Meira Warshauer is currently the Nancy A. Smith Distinguished Visitor in Residence in the Edwards College of Humanities and Fine Arts at Coastal Carolina University. She has devoted much of her creative output to Jewish themes and their universal message. Her work also reflects a love and respect for the earth. Warshauer’s works have been performed and recorded worldwide, including Israel, Europe, South America, Asia and the United States. Her music mirrors her own spiritual journey, and has a tendency to speak directly to the heart and soul of her listeners.

Warshauer has been awarded the Artist Fellowship in Music by the South Carolina Arts Commission twice, as well as receiving the first Art and Cultural Achievement Award from the Jewish Historical Society of South Carolina.

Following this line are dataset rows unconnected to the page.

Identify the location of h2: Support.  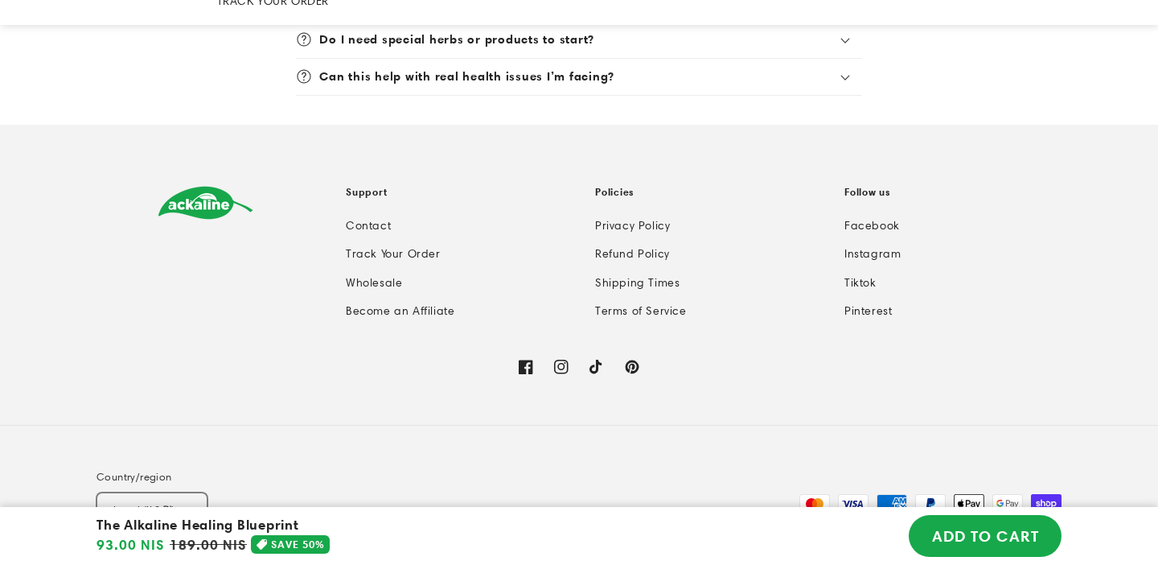
(454, 192).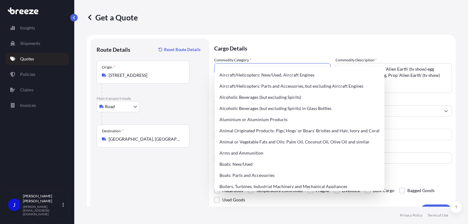 The height and width of the screenshot is (224, 468). I want to click on span: J, so click(14, 205).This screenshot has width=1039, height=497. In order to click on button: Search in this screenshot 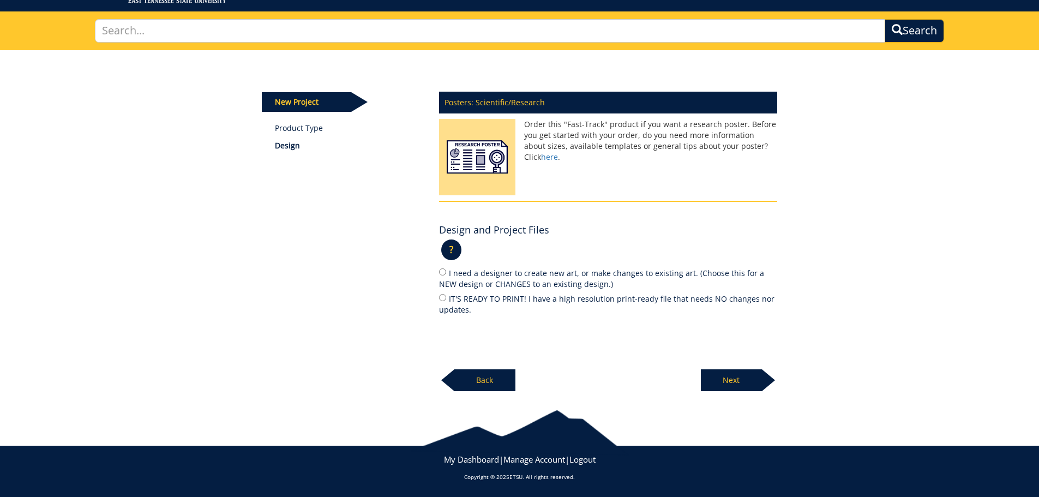, I will do `click(914, 31)`.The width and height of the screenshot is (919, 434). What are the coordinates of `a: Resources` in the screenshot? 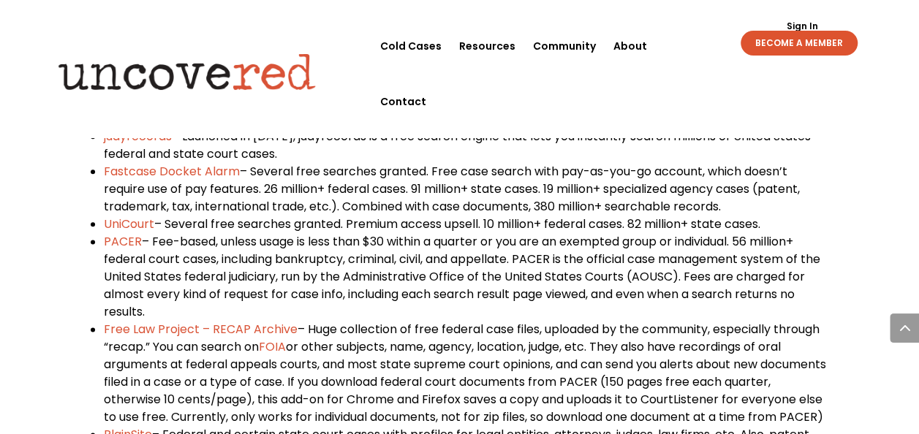 It's located at (487, 46). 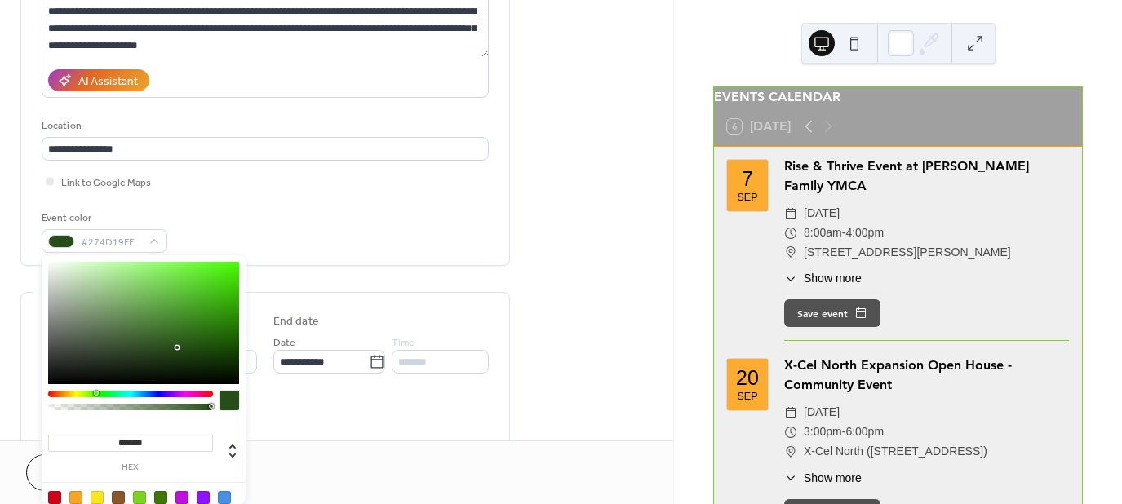 What do you see at coordinates (823, 233) in the screenshot?
I see `span: 8:00am` at bounding box center [823, 233].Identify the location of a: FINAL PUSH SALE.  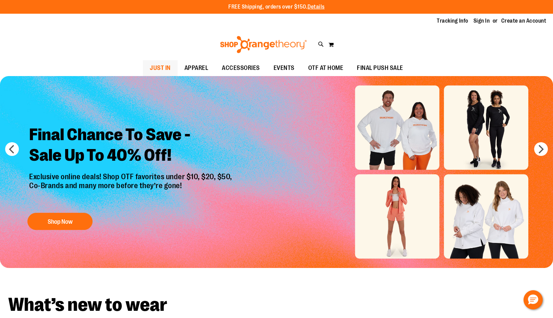
(380, 68).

She graduated from Harvard University receiving her B.A., New England conservatory of Music with a M.M, and the University of South Carolina with her D.M.A. More information about Warshauer and her works can be found at http://meirawarshauer.com/index.html.


PATRICIA C. NICHOLS

“Hearing the Voices of Our Ancestors in Stories of Today”

 

Thursday Feb. 12, 2009
10:00am – 11:15am
Wall Auditorium
Book signing in lobby

 


Patricia Nichols will discuss her recent book entitled "Voices of Our Ancestors". The University of South Carolina Press website states this about the publication ( http://www.sc.edu/uscpress/2009/3775.html#review):

"As language development reflects historical development, Nichols's work also serves as a new avenue of inquiry into South Carolina's social history from the epoch of Native American primacy to the present day.

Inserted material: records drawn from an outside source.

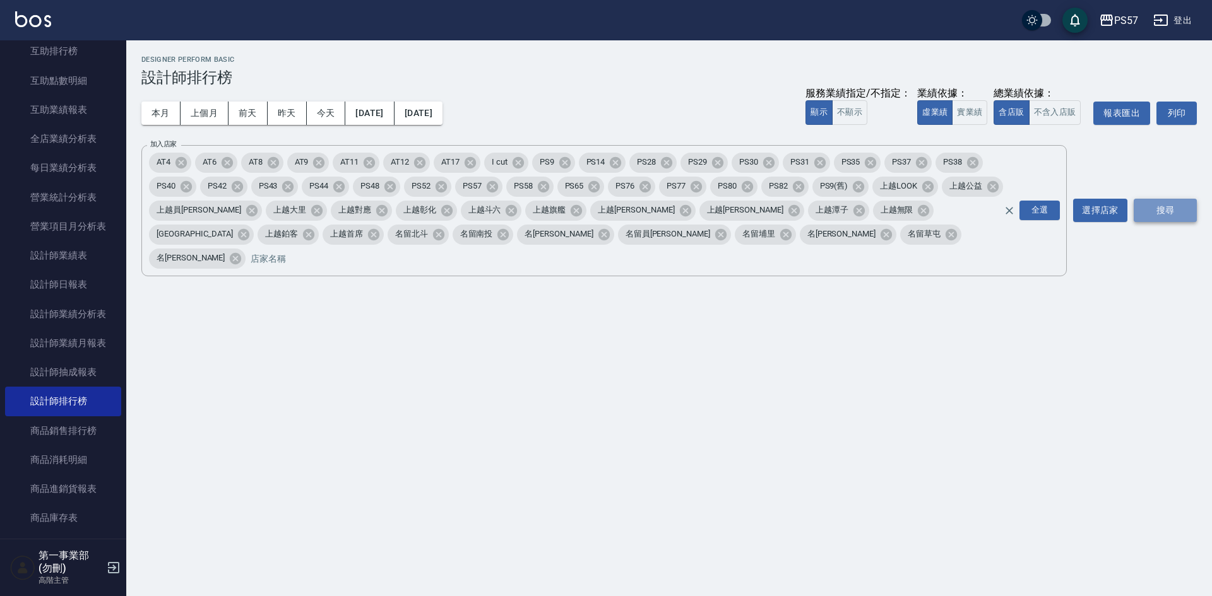 This screenshot has width=1212, height=596. What do you see at coordinates (903, 211) in the screenshot?
I see `div: 上越無限` at bounding box center [903, 211].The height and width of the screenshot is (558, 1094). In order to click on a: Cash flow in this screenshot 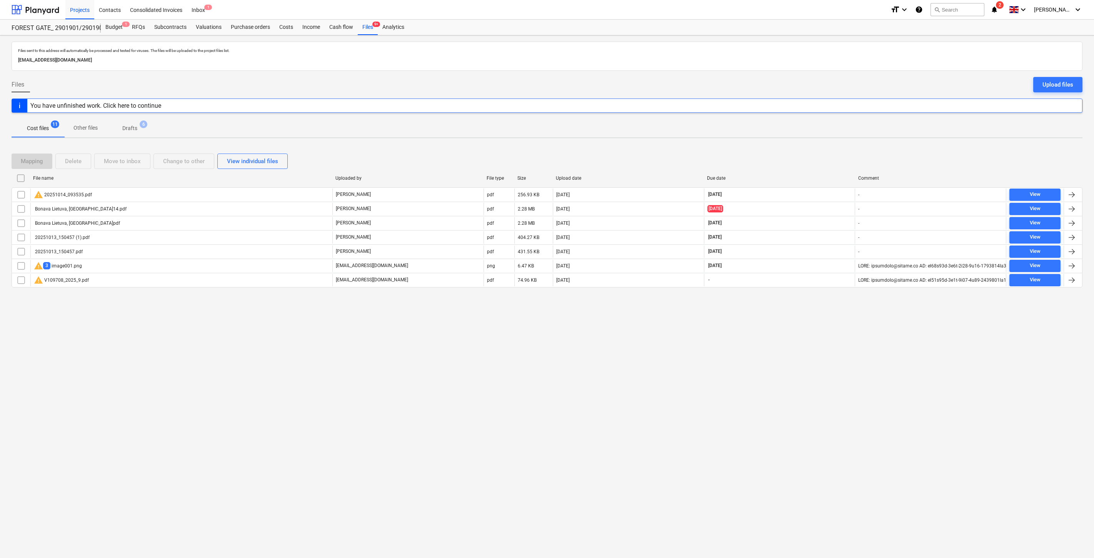, I will do `click(341, 27)`.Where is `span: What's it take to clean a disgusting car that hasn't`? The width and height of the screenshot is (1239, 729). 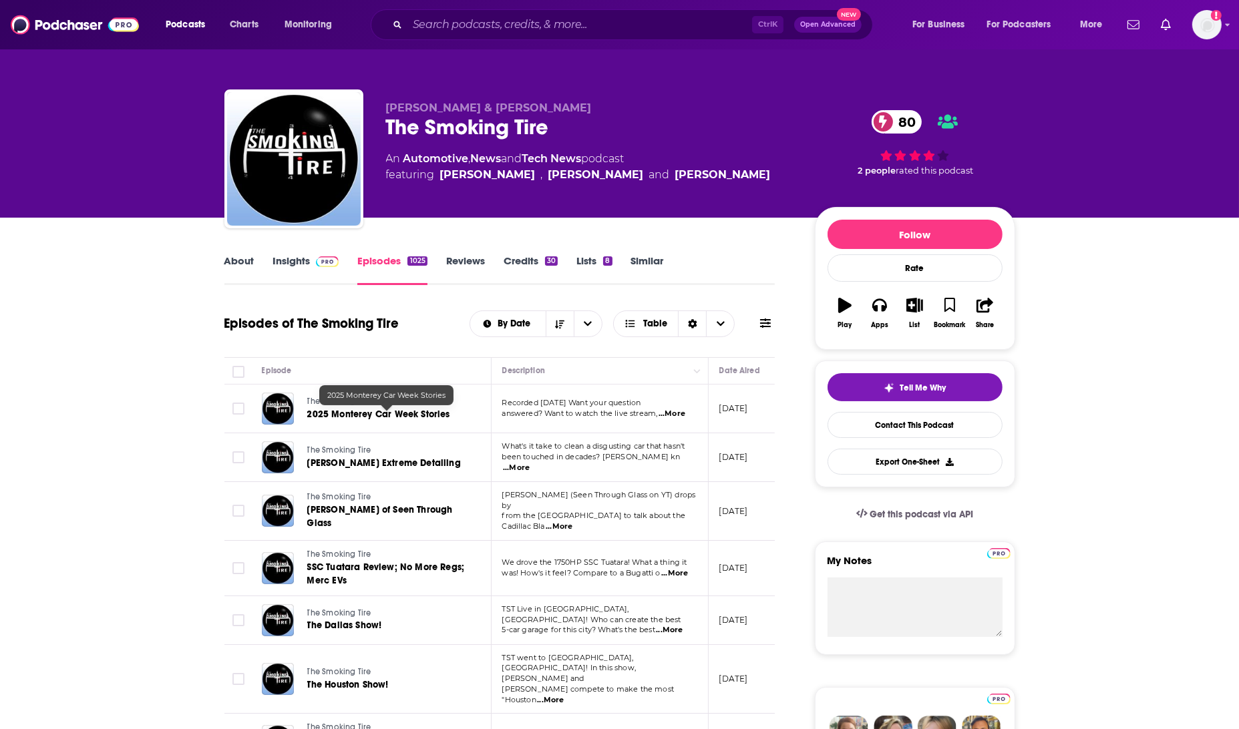 span: What's it take to clean a disgusting car that hasn't is located at coordinates (594, 446).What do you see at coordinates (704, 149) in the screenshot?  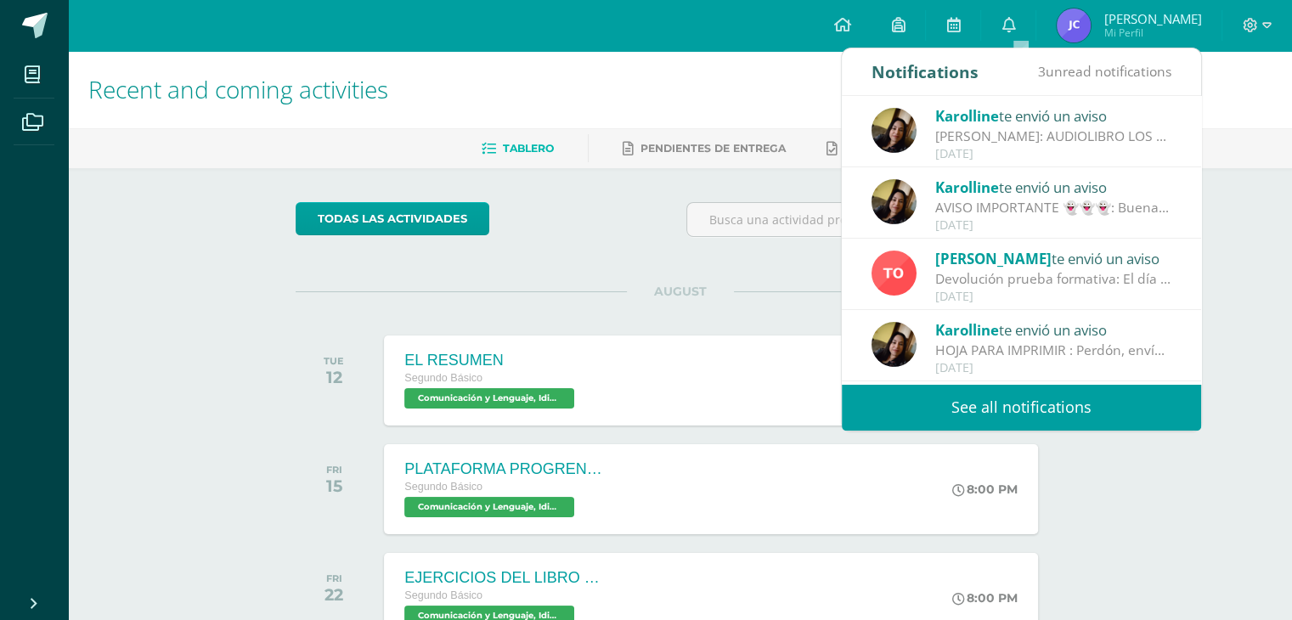 I see `a: Pendientes de entrega` at bounding box center [704, 149].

In examining how South Carolinians spoke in public and private we glean much about how they developed a common culture while still honoring as best they could the heritages and tongues of their ancestors. Nichols pays particular attention to the development of the Gullah language among the coastal African American peoples and the ways in which this language—and others of South Carolina's early inhabitants—continues to influence the communication and culture of the state's current populations."

Nichols received her bachelor's degree in English from Winthrop College in 1958. She received her master's degree in English from the University of Minnesota in 1966, and her Masters in Linguistics from San Jose State University in 1972. She completed her Ph.D. in linguistics from Stanford University in 1976.

Nichols is currently a professor emeritus of linguistics at San Jose State University. She has published at length on Gullah Linguistics and in the cross field of Linguistic Anthropology. Patricia Nichols's book Voices of our Ancestors provides the first detailed linguistic history of South Carolina.